A significant obstacle we faced when implementing microservices in 2015 was tracing and understanding errors, and we weren’t alone.

“One of the biggest challenges that we hear from users is how difficult it is to capture metrics and data from their microservices… This is why most organizations in the ‘evaluation’ stages of adopting microservices are unsure when they will be able to deploy production applications with this type of architecture.”

Peter McCarron, Sr. Product Marketing Manager at HashiCorp

Often, users complained about cryptic error messages, and our engineers struggled to figure out where in the request’s lifecycle our application failed. By implementing observability, logging, and error handling at the service mesh layer, you can have a much clearer picture of what’s going on in your microservices.

This is something you’ll also have to consider when integrating with third-party APIs. If they provide clear HTTP error codes and messages, your service mesh can interpret these failures and pass errors up the chain appropriately. If not, you’ll have a really hard time understanding what went wrong.

 

Conclusion

Whether you’re building microservices or integrating data from third-party e-commerce APIs, you’ll need to think about how data moves across the network. Too many teams treat this as an afterthought by building independent services and allowing them to communicate directly, but by adding a service mesh, you can abstract these connections away. This allows you to build a more performant, secure, and scalable distributed application.

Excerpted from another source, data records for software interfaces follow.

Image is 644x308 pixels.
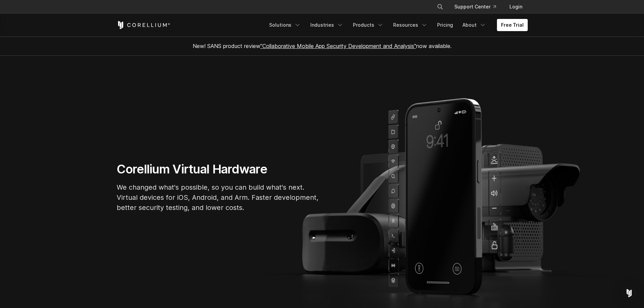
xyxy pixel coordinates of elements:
div: Navigation Menu [429,1,528,13]
a: Solutions [265,19,305,31]
a: Products [349,19,388,31]
a: "Collaborative Mobile App Security Development and Analysis" [260,42,417,49]
a: Industries [307,19,348,31]
a: Resources [389,19,432,31]
div: Navigation Menu [265,19,528,31]
button: Search [434,1,447,13]
a: Login [504,1,528,13]
div: Open Intercom Messenger [621,285,637,301]
a: Support Center [449,1,501,13]
h1: Corellium Virtual Hardware [117,162,320,177]
a: Free Trial [497,19,528,31]
a: Corellium Home [117,21,171,29]
a: Pricing [433,19,457,31]
a: About [458,19,490,31]
p: We changed what's possible, so you can build what's next. Virtual devices for iOS, Android, and A... [117,182,320,212]
span: New! SANS product review now available. [193,42,452,49]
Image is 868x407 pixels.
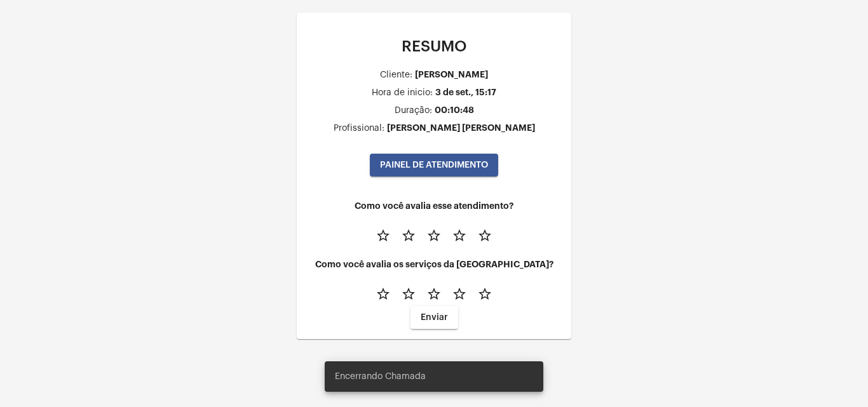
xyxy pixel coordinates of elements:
mat-icon: star_border [376,287,391,302]
mat-icon: star_border [477,228,492,243]
mat-icon: star_border [452,287,467,302]
h4: Como você avalia os serviços da [GEOGRAPHIC_DATA]? [307,260,561,270]
mat-icon: star_border [426,287,442,302]
mat-icon: star_border [452,228,467,243]
mat-icon: star_border [376,228,391,243]
button: PAINEL DE ATENDIMENTO [370,153,498,176]
mat-icon: star_border [477,287,492,302]
div: Cliente: [380,71,412,80]
div: Profissional: [334,124,384,133]
div: [PERSON_NAME] [PERSON_NAME] [387,123,535,132]
p: RESUMO [307,38,561,54]
span: Encerrando Chamada [335,370,425,383]
div: 3 de set., 15:17 [435,88,496,97]
mat-icon: star_border [401,228,416,243]
span: Enviar [421,314,448,322]
h4: Como você avalia esse atendimento? [307,201,561,211]
div: [PERSON_NAME] [415,70,488,79]
span: PAINEL DE ATENDIMENTO [380,161,488,170]
button: Enviar [410,306,458,329]
div: 00:10:48 [435,106,474,115]
mat-icon: star_border [401,287,416,302]
div: Hora de inicio: [372,89,433,98]
mat-icon: star_border [426,228,442,243]
div: Duração: [395,106,432,115]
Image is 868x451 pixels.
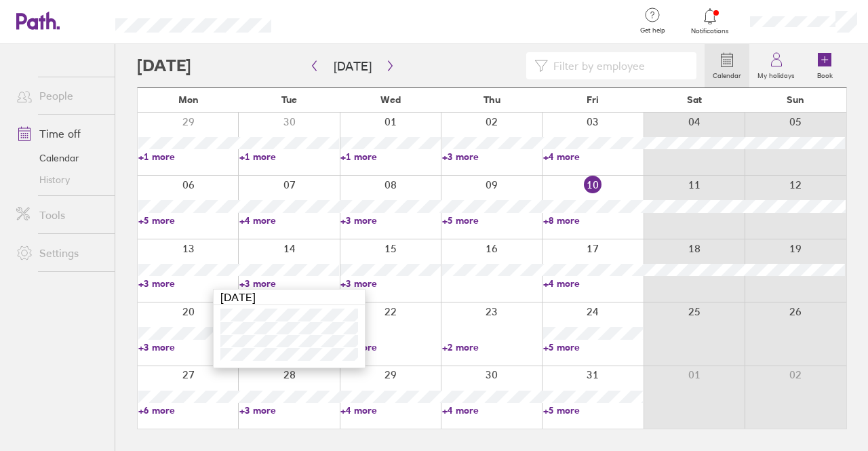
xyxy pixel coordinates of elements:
[5,201,115,229] a: Tools
[178,94,198,105] span: Mon
[323,55,383,77] button: [DATE]
[442,151,542,163] a: +3 more
[138,278,239,290] a: +3 more
[689,7,733,36] a: Notifications
[543,151,643,163] a: +4 more
[543,278,643,290] a: +4 more
[5,147,115,169] a: Calendar
[340,278,441,290] a: +3 more
[705,68,750,80] label: Calendar
[138,341,239,353] a: +3 more
[340,151,441,163] a: +1 more
[705,44,750,88] a: Calendar
[239,404,340,416] a: +3 more
[5,82,115,109] a: People
[804,44,847,88] a: Book
[138,214,239,226] a: +5 more
[543,404,643,416] a: +5 more
[548,53,689,78] input: Filter by employee
[380,94,401,105] span: Wed
[239,278,340,290] a: +3 more
[484,94,501,105] span: Thu
[5,120,115,147] a: Time off
[787,94,804,105] span: Sun
[138,404,239,416] a: +6 more
[587,94,599,105] span: Fri
[689,27,733,36] span: Notifications
[340,214,441,226] a: +3 more
[543,214,643,226] a: +8 more
[543,341,643,353] a: +5 more
[810,68,841,80] label: Book
[750,44,804,88] a: My holidays
[340,341,441,353] a: +2 more
[631,26,675,35] span: Get help
[138,151,239,163] a: +1 more
[750,68,804,80] label: My holidays
[687,94,703,105] span: Sat
[442,214,542,226] a: +5 more
[442,404,542,416] a: +4 more
[5,239,115,266] a: Settings
[442,341,542,353] a: +2 more
[281,94,297,105] span: Tue
[239,151,340,163] a: +1 more
[239,214,340,226] a: +4 more
[340,404,441,416] a: +4 more
[5,169,115,191] a: History
[213,290,365,306] div: [DATE]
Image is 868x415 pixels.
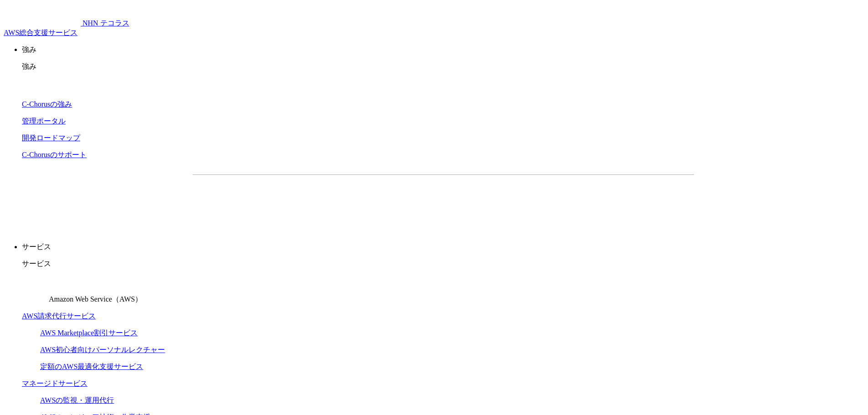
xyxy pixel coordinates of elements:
[40,363,143,370] a: 定額のAWS最適化支援サービス
[22,117,66,125] a: 管理ポータル
[40,396,114,404] a: AWSの監視・運用代行
[22,45,864,55] p: 強み
[448,189,595,213] a: まずは相談する
[40,329,137,337] a: AWS Marketplace割引サービス
[22,242,864,252] p: サービス
[22,62,864,71] p: 強み
[292,189,439,213] a: 資料を請求する
[22,312,96,320] a: AWS請求代行サービス
[22,134,80,142] a: 開発ロードマップ
[4,4,81,25] img: AWS総合支援サービス C-Chorus
[22,259,864,269] p: サービス
[40,346,165,354] a: AWS初心者向けパーソナルレクチャー
[22,100,72,108] a: C-Chorusの強み
[49,295,142,303] span: Amazon Web Service（AWS）
[22,380,87,387] a: マネージドサービス
[22,151,86,159] a: C-Chorusのサポート
[22,277,47,302] img: Amazon Web Service（AWS）
[4,19,129,36] a: AWS総合支援サービス C-Chorus NHN テコラスAWS総合支援サービス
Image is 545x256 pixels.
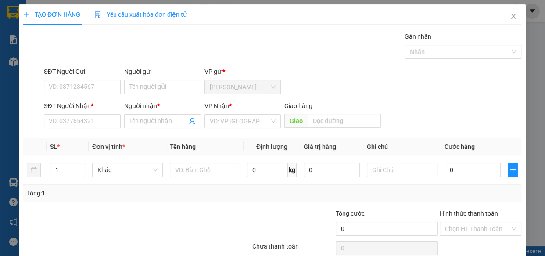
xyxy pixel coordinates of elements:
span: plus [23,11,29,18]
span: user-add [189,118,196,125]
span: kg [288,163,297,177]
div: SĐT Người Gửi [44,67,121,76]
input: Dọc đường [308,114,381,128]
span: Tên hàng [170,143,196,150]
button: Close [502,4,526,29]
b: Công ty TNHH [PERSON_NAME] [36,11,131,45]
span: VP Nhận [205,102,229,109]
div: Người nhận [125,101,201,111]
div: Tổng: 1 [27,188,211,198]
div: Người gửi [125,67,201,76]
span: Giao hàng [285,102,313,109]
span: Yêu cầu xuất hóa đơn điện tử [95,11,187,18]
th: Ghi chú [364,138,441,155]
b: [DOMAIN_NAME] [117,7,212,22]
span: Giao [285,114,308,128]
span: Bảo Lộc [210,80,276,93]
div: VP gửi [205,67,281,76]
img: icon [95,11,102,18]
h1: Giao dọc đường [46,51,162,111]
span: Giá trị hàng [304,143,336,150]
div: SĐT Người Nhận [44,101,121,111]
button: plus [508,163,518,177]
label: Hình thức thanh toán [440,210,499,217]
input: 0 [304,163,360,177]
input: VD: Bàn, Ghế [170,163,240,177]
h2: BLC1408250005 [5,51,74,65]
input: Ghi Chú [367,163,438,177]
span: TẠO ĐƠN HÀNG [23,11,80,18]
span: plus [509,166,518,173]
button: delete [27,163,41,177]
span: close [510,13,517,20]
span: Định lượng [256,143,287,150]
span: Khác [98,163,158,176]
span: Đơn vị tính [93,143,126,150]
span: SL [50,143,57,150]
span: Tổng cước [336,210,365,217]
span: Cước hàng [445,143,475,150]
label: Gán nhãn [405,33,432,40]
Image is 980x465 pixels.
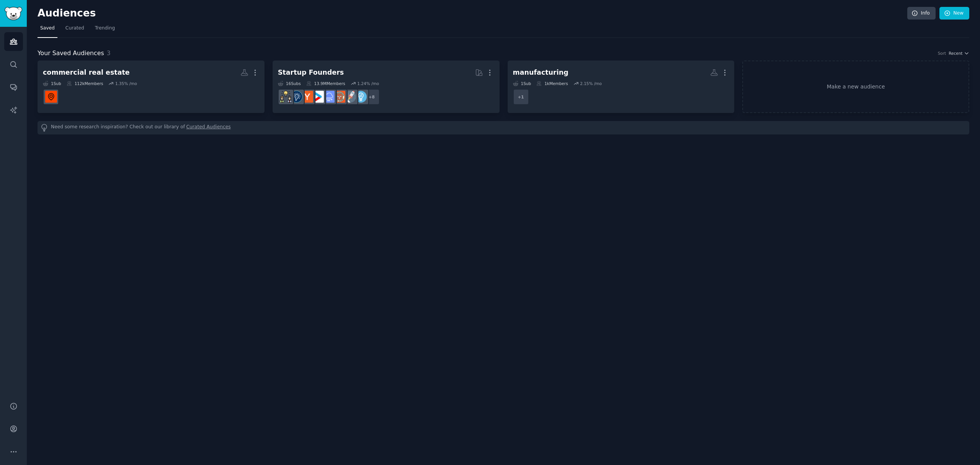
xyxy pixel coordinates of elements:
[95,25,115,32] span: Trending
[334,91,345,103] img: EntrepreneurRideAlong
[949,50,970,56] button: Recent
[508,61,735,113] a: manufacturing1Sub1kMembers2.15% /mo+1
[37,8,907,20] h2: Audiences
[355,91,367,103] img: Entrepreneur
[187,124,231,132] a: Curated Audiences
[67,81,103,86] div: 112k Members
[357,81,379,86] div: 1.24 % /mo
[43,68,130,77] div: commercial real estate
[322,91,334,103] img: SaaS
[290,91,302,103] img: Entrepreneurship
[37,22,58,38] a: Saved
[949,50,962,56] span: Recent
[312,91,324,103] img: startup
[37,61,265,113] a: commercial real estate1Sub112kMembers1.35% /moCommercialRealEstate
[278,81,301,86] div: 16 Sub s
[344,91,356,103] img: startups
[45,91,57,103] img: CommercialRealEstate
[513,81,532,86] div: 1 Sub
[301,91,313,103] img: ycombinator
[280,91,292,103] img: growmybusiness
[43,81,61,86] div: 1 Sub
[92,22,118,38] a: Trending
[37,121,970,134] div: Need some research inspiration? Check out our library of
[364,88,379,105] div: + 8
[278,68,343,77] div: Startup Founders
[513,88,529,105] div: + 1
[513,68,568,77] div: manufacturing
[580,81,602,86] div: 2.15 % /mo
[40,25,55,32] span: Saved
[272,61,499,113] a: Startup Founders16Subs13.9MMembers1.24% /mo+8EntrepreneurstartupsEntrepreneurRideAlongSaaSstartup...
[63,22,87,38] a: Curated
[940,7,970,20] a: New
[4,7,22,20] img: GummySearch logo
[65,25,84,32] span: Curated
[115,81,137,86] div: 1.35 % /mo
[106,50,111,57] span: 3
[306,81,345,86] div: 13.9M Members
[938,50,946,56] div: Sort
[742,61,970,113] a: Make a new audience
[907,7,936,20] a: Info
[536,81,568,86] div: 1k Members
[37,49,104,58] span: Your Saved Audiences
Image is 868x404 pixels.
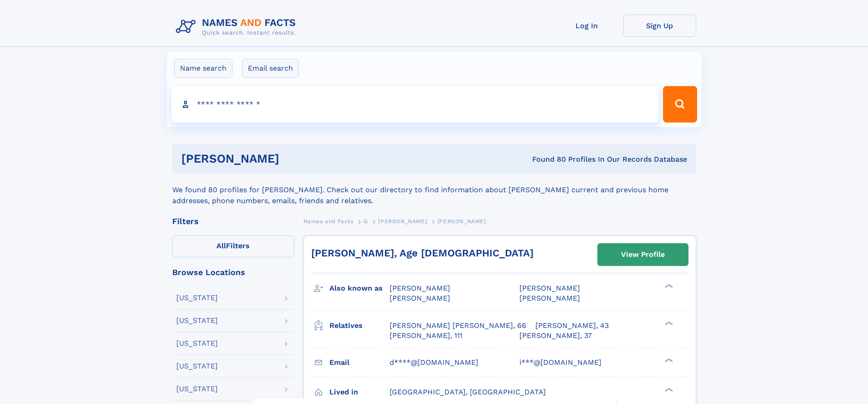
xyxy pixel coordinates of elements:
[390,321,526,331] a: [PERSON_NAME] [PERSON_NAME], 66
[598,244,688,266] a: View Profile
[176,317,218,325] div: [US_STATE]
[176,363,218,370] div: [US_STATE]
[663,357,674,363] div: ❯
[520,294,580,302] span: [PERSON_NAME]
[173,268,295,277] div: Browse Locations
[379,216,427,227] a: [PERSON_NAME]
[174,59,232,78] label: Name search
[304,216,354,227] a: Names and Facts
[663,86,697,123] button: Search Button
[363,218,368,224] span: G
[663,283,674,289] div: ❯
[379,218,427,224] span: [PERSON_NAME]
[390,294,450,302] span: [PERSON_NAME]
[663,320,674,326] div: ❯
[390,388,546,396] span: [GEOGRAPHIC_DATA], [GEOGRAPHIC_DATA]
[176,386,218,393] div: [US_STATE]
[173,235,295,257] label: Filters
[176,294,218,302] div: [US_STATE]
[173,217,295,226] div: Filters
[535,321,609,331] a: [PERSON_NAME], 43
[329,318,390,333] h3: Relatives
[520,331,592,341] a: [PERSON_NAME], 37
[363,216,368,227] a: G
[623,14,696,37] a: Sign Up
[520,358,602,367] span: i***@[DOMAIN_NAME]
[329,281,390,296] h3: Also known as
[390,331,463,341] a: [PERSON_NAME], 111
[311,247,533,259] a: [PERSON_NAME], Age [DEMOGRAPHIC_DATA]
[520,284,580,293] span: [PERSON_NAME]
[171,86,659,123] input: search input
[405,154,687,165] div: Found 80 Profiles In Our Records Database
[176,340,218,347] div: [US_STATE]
[621,244,665,265] div: View Profile
[173,174,696,207] div: We found 80 profiles for [PERSON_NAME]. Check out our directory to find information about [PERSON...
[181,153,406,165] h1: [PERSON_NAME]
[550,14,623,37] a: Log In
[390,284,450,293] span: [PERSON_NAME]
[663,387,674,393] div: ❯
[329,355,390,371] h3: Email
[173,14,304,39] img: Logo Names and Facts
[329,384,390,400] h3: Lived in
[217,241,226,250] span: All
[242,59,299,78] label: Email search
[438,218,486,224] span: [PERSON_NAME]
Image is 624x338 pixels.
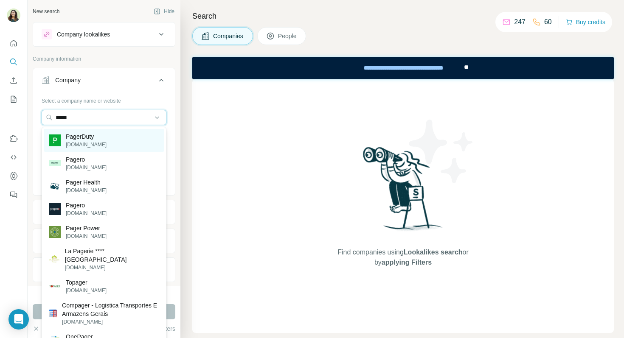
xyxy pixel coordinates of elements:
p: Pager Health [66,178,107,187]
p: Pagero [66,155,107,164]
div: Company [55,76,81,84]
img: Compager - Logistica Transportes E Armazens Gerais [49,309,57,318]
p: [DOMAIN_NAME] [65,264,159,272]
p: PagerDuty [66,132,107,141]
img: Topager [49,281,61,293]
img: Surfe Illustration - Stars [403,113,480,190]
button: Buy credits [566,16,605,28]
button: Hide [148,5,180,18]
span: Lookalikes search [404,249,463,256]
div: Company lookalikes [57,30,110,39]
button: Feedback [7,187,20,203]
img: Pager Health [49,180,61,192]
p: 247 [514,17,526,27]
p: La Pagerie **** [GEOGRAPHIC_DATA] [65,247,159,264]
button: Search [7,54,20,70]
div: Open Intercom Messenger [8,309,29,330]
p: Compager - Logistica Transportes E Armazens Gerais [62,301,159,318]
p: Topager [66,279,107,287]
p: Pager Power [66,224,107,233]
span: Companies [213,32,244,40]
img: Surfe Illustration - Woman searching with binoculars [359,145,447,239]
p: [DOMAIN_NAME] [66,164,107,172]
p: [DOMAIN_NAME] [66,187,107,194]
p: [DOMAIN_NAME] [66,287,107,295]
button: Enrich CSV [7,73,20,88]
span: applying Filters [382,259,432,266]
button: Use Surfe on LinkedIn [7,131,20,146]
button: HQ location [33,231,175,251]
div: New search [33,8,59,15]
img: PagerDuty [49,135,61,146]
img: Pager Power [49,226,61,238]
p: [DOMAIN_NAME] [66,210,107,217]
span: Find companies using or by [335,248,471,268]
p: Company information [33,55,175,63]
p: [DOMAIN_NAME] [66,233,107,240]
button: Quick start [7,36,20,51]
p: 60 [544,17,552,27]
img: La Pagerie **** Tropical Garden Hotel [49,254,60,265]
button: Use Surfe API [7,150,20,165]
iframe: Banner [192,57,614,79]
button: My lists [7,92,20,107]
button: Company lookalikes [33,24,175,45]
div: Select a company name or website [42,94,166,105]
img: Pagero [49,160,61,166]
img: Avatar [7,8,20,22]
p: [DOMAIN_NAME] [62,318,159,326]
button: Clear [33,325,57,333]
button: Company [33,70,175,94]
span: People [278,32,298,40]
h4: Search [192,10,614,22]
img: Pagero [49,203,61,215]
button: Industry [33,202,175,222]
p: Pagero [66,201,107,210]
p: [DOMAIN_NAME] [66,141,107,149]
button: Annual revenue ($) [33,260,175,280]
button: Dashboard [7,169,20,184]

Building a service mesh yourself is a big undertaking, so if you’re using container-based microservices check out Consul, Istio, and Kuma. Finally, if you’re looking to integrate a powerful headless e-commerce platform into your microservices-based architecture, take a look at Fabric. Our team can help you build a robust backend for your online store or mobile application without spending months of engineering time.


Topics: Commerce
Karl Hughes

Tech advocate and writer @ fabric. Previously CTO @ Graide Network.